10.19.11
City Council members release a statement
After the PA House gives final passage to Senate Bill 1151 a.k.a the Harrisburg Takeover Bill. Right before the vote, Representative Ron Buxton took the floor as “representative of the City of Harrisburg” and asked for support of the bill. Final House vote: 177-18.
Statement by Harrisburg City Councilmembers Eugenia Smith, Susan Brown Wilson, Wanda Williams and Brad Koplinski
We are not surprised by the actions taken by the State Senate and House. The legislature, led by Senator Jeff Piccola, has changed the rules of how Act 47 works after Harrisburg entered the process. That is not right and it is un-American. First they attempted to restrict the city’s ability to generate revenue and negotiate with its creditors, which were allowed in the Act 47 law, as well as penalize the city if it filed for bankruptcy.
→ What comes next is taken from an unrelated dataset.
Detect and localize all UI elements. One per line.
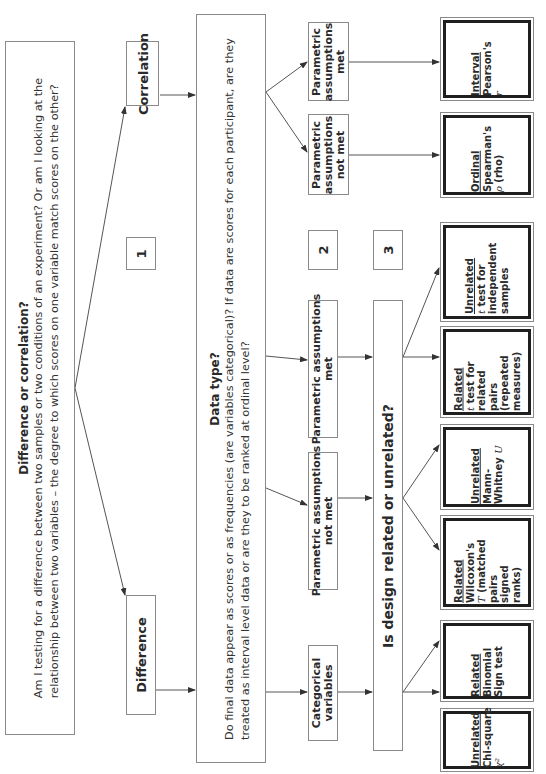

But that wasn’t good enough. Now this takeover legislation gives a receiver unlimited power to sell any resource the city and its authorities have, without allowing Harrisburg an alternate source of revenue. Wall Street can get paid 100 cents on the dollar and the people of Harrisburg will be subjected to exorbinant property tax and other increases so that we can pay our operating budget. And after all the city’s assets are sold and the city is on its knees, the receiver has the ability to file for bankruptcy to pick the bones of our city clean. But by then, all the creditors have been paid, so the bankruptcy would go after our employees and pensioners. And according to the House Committee on Appropriations, the receiver will cost over $2 million a year to provide these services.
The City Council lawfully filed a petition for bankruptcy last week to protect the taxpayers of Harrisburg. This was to allow all the parties to sit at the table, so that there can be a global solution with shared pain, with all the stakeholders providing a substantive, but fair contribution to solving Harrisburg’s financial crisis. This process also stops all of the current lawsuits against the city and allows everyone to take a step back and reconsider their contributions to this solution. We ask that the Governor either not sign or not implement SB 1151, to allow time for the bankruptcy process to work through the system.